The inflation story just took another turn. Truflation's real-time US inflation tracker hit 2.05% on September 24th - down from recent highs and sitting well below the government's official 2.9% reading.
The Numbers That Matter
Market watchers like Max Crypto are already connecting the dots, calling it "another clear sign that more rate cuts are coming." With inflation this close to the Fed's 2% target, the conversation is shifting from fighting price spikes to preparing for policy relief.

- Truflation reading: 2.05% (down 0.04 points daily)
- Official BLS rate: 2.90% (showing the data gap)
- This year's range: 1.22% to 3.04% (volatile but trending down)
This split between real-time and government data is getting harder to ignore. It suggests inflation might be cooling faster than the official numbers show.
The September chart tells the story clearly. Inflation jumped above 2.3% early in the month, then dropped below 2.0% mid-month before settling at today's 2.05%. That's a clean downtrend that puts us right where the Fed wants to see prices long-term.
What's driving the cool-down?
Electronics and energy costs keep falling, consumers are pulling back on spending after a busy summer, and global supply chains have finally stabilized. These aren't temporary blips - they're structural shifts that could stick around.
The market implications are huge. Bond yields could drop as rate cut bets heat up. Stock valuations look better when inflation isn't eating into profits, especially for growth companies. And a softer dollar could mean good news for gold and Bitcoin as investors hunt for alternatives.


- Work item:
What you produce should match the records below precisely, except that images are removed.

(Data records for software interfaces)
_____
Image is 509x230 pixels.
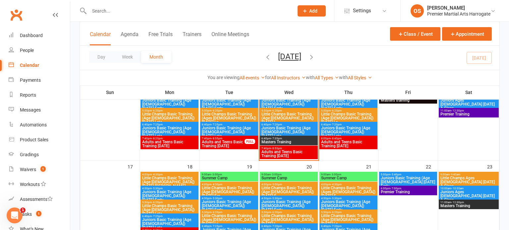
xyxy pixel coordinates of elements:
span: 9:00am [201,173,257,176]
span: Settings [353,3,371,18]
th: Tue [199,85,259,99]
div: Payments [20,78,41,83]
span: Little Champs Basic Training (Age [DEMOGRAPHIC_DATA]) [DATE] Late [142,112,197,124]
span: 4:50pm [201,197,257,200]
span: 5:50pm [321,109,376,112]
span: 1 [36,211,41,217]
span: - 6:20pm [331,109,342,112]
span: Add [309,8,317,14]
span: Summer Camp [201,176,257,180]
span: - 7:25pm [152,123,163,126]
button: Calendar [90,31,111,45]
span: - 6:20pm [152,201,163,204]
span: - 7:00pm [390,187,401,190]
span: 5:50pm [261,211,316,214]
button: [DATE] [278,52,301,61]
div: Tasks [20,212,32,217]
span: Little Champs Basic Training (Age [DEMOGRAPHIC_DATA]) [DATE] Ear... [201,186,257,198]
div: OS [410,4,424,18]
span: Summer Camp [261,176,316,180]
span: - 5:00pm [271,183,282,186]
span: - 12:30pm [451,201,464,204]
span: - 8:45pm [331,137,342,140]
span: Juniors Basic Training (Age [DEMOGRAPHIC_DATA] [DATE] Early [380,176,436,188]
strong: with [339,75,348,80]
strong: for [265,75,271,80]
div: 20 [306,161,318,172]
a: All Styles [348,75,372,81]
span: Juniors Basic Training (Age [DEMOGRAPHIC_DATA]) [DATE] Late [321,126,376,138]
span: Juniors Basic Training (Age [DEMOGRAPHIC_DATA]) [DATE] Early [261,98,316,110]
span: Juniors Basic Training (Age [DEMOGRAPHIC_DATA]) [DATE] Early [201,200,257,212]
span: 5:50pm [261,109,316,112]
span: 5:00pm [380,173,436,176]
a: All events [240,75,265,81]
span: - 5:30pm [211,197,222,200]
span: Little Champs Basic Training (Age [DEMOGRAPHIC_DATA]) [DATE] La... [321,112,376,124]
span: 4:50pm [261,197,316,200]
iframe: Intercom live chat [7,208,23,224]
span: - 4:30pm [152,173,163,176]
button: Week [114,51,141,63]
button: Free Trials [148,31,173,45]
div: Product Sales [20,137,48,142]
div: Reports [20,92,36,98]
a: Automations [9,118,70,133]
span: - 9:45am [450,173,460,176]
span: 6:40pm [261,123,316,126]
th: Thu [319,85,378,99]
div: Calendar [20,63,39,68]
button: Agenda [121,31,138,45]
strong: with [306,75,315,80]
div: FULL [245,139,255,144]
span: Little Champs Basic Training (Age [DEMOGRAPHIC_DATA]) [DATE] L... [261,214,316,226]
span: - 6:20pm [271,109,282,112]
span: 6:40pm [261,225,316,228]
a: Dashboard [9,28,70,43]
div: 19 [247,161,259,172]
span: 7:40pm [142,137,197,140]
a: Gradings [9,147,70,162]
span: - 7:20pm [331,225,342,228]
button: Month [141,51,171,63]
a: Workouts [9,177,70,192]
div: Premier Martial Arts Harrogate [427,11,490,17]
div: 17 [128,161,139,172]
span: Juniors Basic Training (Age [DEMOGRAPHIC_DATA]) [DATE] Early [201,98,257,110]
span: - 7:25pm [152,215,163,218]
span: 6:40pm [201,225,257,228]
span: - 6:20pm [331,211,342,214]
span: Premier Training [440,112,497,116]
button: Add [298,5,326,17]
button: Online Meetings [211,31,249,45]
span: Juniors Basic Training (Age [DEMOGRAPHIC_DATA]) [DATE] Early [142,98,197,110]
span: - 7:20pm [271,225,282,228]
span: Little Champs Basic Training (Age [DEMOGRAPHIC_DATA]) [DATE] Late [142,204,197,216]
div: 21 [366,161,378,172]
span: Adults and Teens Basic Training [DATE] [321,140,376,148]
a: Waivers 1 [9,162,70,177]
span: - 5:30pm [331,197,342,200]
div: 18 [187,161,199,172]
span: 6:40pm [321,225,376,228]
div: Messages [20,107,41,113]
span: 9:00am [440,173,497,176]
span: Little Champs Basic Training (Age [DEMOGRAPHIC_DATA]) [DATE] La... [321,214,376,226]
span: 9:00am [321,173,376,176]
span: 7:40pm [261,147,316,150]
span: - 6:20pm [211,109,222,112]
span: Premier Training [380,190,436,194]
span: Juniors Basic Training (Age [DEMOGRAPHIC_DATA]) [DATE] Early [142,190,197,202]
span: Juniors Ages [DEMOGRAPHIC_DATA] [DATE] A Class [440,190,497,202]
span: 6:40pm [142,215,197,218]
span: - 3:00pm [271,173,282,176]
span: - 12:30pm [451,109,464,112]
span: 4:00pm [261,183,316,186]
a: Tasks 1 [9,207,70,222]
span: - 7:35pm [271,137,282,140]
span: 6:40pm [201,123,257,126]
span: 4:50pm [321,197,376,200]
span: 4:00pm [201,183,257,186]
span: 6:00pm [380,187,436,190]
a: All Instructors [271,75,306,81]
_____
- Answer:
Image is 509x230 pixels.
xyxy pixel coordinates of elements:
span: 9:00am [201,173,257,176]
span: Settings [353,3,371,18]
th: Tue [199,85,259,99]
div: Payments [20,78,41,83]
span: Little Champs Basic Training (Age [DEMOGRAPHIC_DATA]) [DATE] Late [142,112,197,124]
span: 4:50pm [201,197,257,200]
span: 5:50pm [321,109,376,112]
span: 1 [36,211,41,217]
span: - 6:20pm [331,109,342,112]
span: Add [309,8,317,14]
span: Summer Camp [201,176,257,180]
span: - 7:25pm [152,123,163,126]
button: Calendar [90,31,111,45]
span: - 6:20pm [152,201,163,204]
span: - 7:00pm [390,187,401,190]
span: 5:50pm [261,211,316,214]
button: [DATE] [278,52,301,61]
div: Tasks [20,212,32,217]
span: Little Champs Basic Training (Age [DEMOGRAPHIC_DATA]) [DATE] Ear... [201,186,257,198]
div: OS [410,4,424,18]
span: Summer Camp [261,176,316,180]
span: - 5:00pm [271,183,282,186]
span: - 12:30pm [451,201,464,204]
span: - 8:45pm [331,137,342,140]
span: Juniors Basic Training (Age [DEMOGRAPHIC_DATA] [DATE] Early [380,176,436,188]
strong: with [339,75,348,80]
strong: for [265,75,271,80]
div: 20 [306,161,318,172]
a: All Styles [348,75,372,81]
span: Juniors Basic Training (Age [DEMOGRAPHIC_DATA]) [DATE] Late [321,126,376,138]
span: Juniors Basic Training (Age [DEMOGRAPHIC_DATA]) [DATE] Early [261,98,316,110]
span: Juniors Basic Training (Age [DEMOGRAPHIC_DATA]) [DATE] Early [201,200,257,212]
span: 5:50pm [261,109,316,112]
span: 5:00pm [380,173,436,176]
a: All events [240,75,265,81]
span: - 5:30pm [211,197,222,200]
span: Little Champs Basic Training (Age [DEMOGRAPHIC_DATA]) [DATE] La... [321,112,376,124]
span: 4:50pm [261,197,316,200]
iframe: Intercom live chat [7,208,23,224]
span: - 4:30pm [152,173,163,176]
button: Week [114,51,141,63]
button: Free Trials [148,31,173,45]
div: Product Sales [20,137,48,142]
div: Reports [20,92,36,98]
a: Automations [9,118,70,133]
span: - 9:45am [450,173,460,176]
span: 6:40pm [261,123,316,126]
th: Thu [319,85,378,99]
div: Calendar [20,63,39,68]
button: Agenda [121,31,138,45]
strong: with [306,75,315,80]
div: FULL [245,139,255,144]
span: Little Champs Basic Training (Age [DEMOGRAPHIC_DATA]) [DATE] L... [261,214,316,226]
span: - 6:20pm [271,109,282,112]
span: 6:40pm [261,225,316,228]
a: Dashboard [9,28,70,43]
div: 19 [247,161,259,172]
span: 7:40pm [142,137,197,140]
a: Gradings [9,147,70,162]
span: - 7:20pm [331,225,342,228]
button: Month [141,51,171,63]
a: Workouts [9,177,70,192]
div: Premier Martial Arts Harrogate [427,11,490,17]
div: 17 [128,161,139,172]
span: Juniors Basic Training (Age [DEMOGRAPHIC_DATA]) [DATE] Early [201,98,257,110]
span: - 7:25pm [152,215,163,218]
span: 6:40pm [201,225,257,228]
span: - 6:20pm [331,211,342,214]
span: Premier Training [440,112,497,116]
button: Add [298,5,326,17]
button: Online Meetings [211,31,249,45]
span: Juniors Basic Training (Age [DEMOGRAPHIC_DATA]) [DATE] Early [142,98,197,110]
span: - 7:20pm [271,225,282,228]
span: Little Champs Basic Training (Age [DEMOGRAPHIC_DATA]) [DATE] Late [142,204,197,216]
div: 21 [366,161,378,172]
span: Adults and Teens Basic Training [DATE] [321,140,376,148]
a: Waivers 1 [9,162,70,177]
span: - 5:30pm [331,197,342,200]
div: 18 [187,161,199,172]
span: 6:40pm [321,225,376,228]
div: Messages [20,107,41,113]
span: 9:00am [440,173,497,176]
span: Little Champs Basic Training (Age [DEMOGRAPHIC_DATA]) [DATE] La... [321,214,376,226]
span: 9:00am [321,173,376,176]
span: 7:40pm [261,147,316,150]
span: - 6:20pm [211,109,222,112]
span: Premier Training [380,190,436,194]
span: Juniors Basic Training (Age [DEMOGRAPHIC_DATA]) [DATE] Early [142,190,197,202]
span: Juniors Ages [DEMOGRAPHIC_DATA] [DATE] A Class [440,190,497,202]
span: 6:40pm [142,215,197,218]
span: - 3:00pm [271,173,282,176]
span: - 12:30pm [451,109,464,112]
span: 4:00pm [261,183,316,186]
a: Tasks 1 [9,207,70,222]
span: - 7:35pm [271,137,282,140]
span: 6:40pm [201,123,257,126]
span: 4:50pm [321,197,376,200]
span: 4:00pm [201,183,257,186]
span: 6:00pm [380,187,436,190]
a: All Instructors [271,75,306,81]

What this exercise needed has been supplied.